From an early age, Percy learned the stories and songs of old Prairie du Rocher from his grandmother, Sarah Louvier Albert. He composed some of his own lyrics to these folk melodies, learning French to help him better represent and understand the town’s colonial past. He published two books of songs and poems inspired by her stories: “La Chansonnier de Prairie du Rocher” and “Echoes of Old Prairie du Rocher.”

As a child, Percy began participating in one of the most unique Prairie du Rocher traditions: the annual singing of La Guiannee. A group of costumed singers and musicians gathers in the small town every New Year’s Eve and travels from house to house, serenading local residents. The song, always sung in French, extends wishes for a happy new year and then asks the residents for refreshments. After partaking, the group heads to the next home to sing again for both good wishes and good food and drink. Percy’s father, Charles, had been singing the Guiannee since he was a child in the 1870s, and he introduced his sons to the tradition.

Percy felt a keen sense of responsibility to help keep traditions like La Guiannee alive. After his father retired as one of the group’s leaders, Percy took over the task, leading the singing and keeping time with the tapping of his cane. His unique corn husk costume made him instantly recognizable. During his time with the group, their singing was preserved on a recording, now held in the Library of Congress. Percy and the Guiannee singers often performed at folk festivals, and on one occasion, they even entertained a government representative from France. His influence was felt throughout the community as he also helped revive traditions like the annual Twelfth Night Ball. Percy was a key part of keeping the history of the community alive. One of his nieces believes that “had it not been for his dedication to save [La Guiannee], it likely would have ended.”

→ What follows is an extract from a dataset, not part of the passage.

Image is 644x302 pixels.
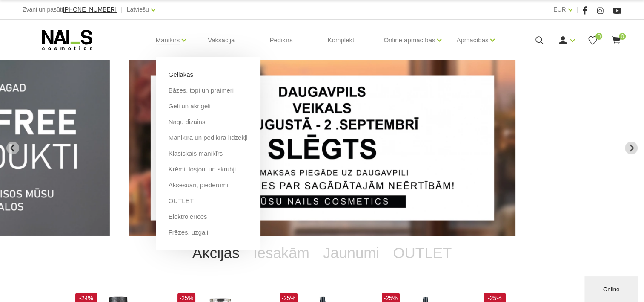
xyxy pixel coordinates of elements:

Percy continued to lead the singing of La Guiannee for the rest of his life. In December 1980, he performed for the final time with the group. On January 12, 1981, Percy was at home in his small house on the Clerc family farm when the building caught fire. Seventy-eight-year-old Percy perished in the blaze. Though there’s no way to know exactly what transpired that afternoon, the Clerc family strongly believes that Percy initially made it out of the house, but decided to go back inside to try to save his papers, which included his own poetry and songs as well as historical documents about Prairie du Rocher. Fragments of some of these papers were later discovered in the ashes of his home. His death was felt by many to represent a sort of end of an era for the community. Gerry Franklin, who helps carry on the Guiannee tradition in Prairie du Rocher today, noted that “when Percy died, it was almost like we turned a page here in town.” For the community, Percy was “a stepping stone to the past.”

Though nearly four decades have passed since Percy’s death, his influence is still felt throughout Prairie du Rocher. His contributions to the community continue to be remembered and celebrated today. Percy “felt a duty to his fellow man,” Franklin explains, “and to the world in general. That’s how Percy lived.” Percy seemed to innately understand a major truth about local traditions and history: they’re nothing without the people who work to maintain and cherish them. Historical buildings and artifacts are important, but they need people to breathe life into them and give them meaning. Percy breathed life into the history of Prairie du Rocher for decades. He learned the stories and songs of the past and – most importantly – he shared them with his neighbors and friends. The musical heritage of the community, perhaps one of the most unique and enduring historical traditions in all of Randolph County, lives on, thanks to the efforts of devoted citizens like Percy Clerc.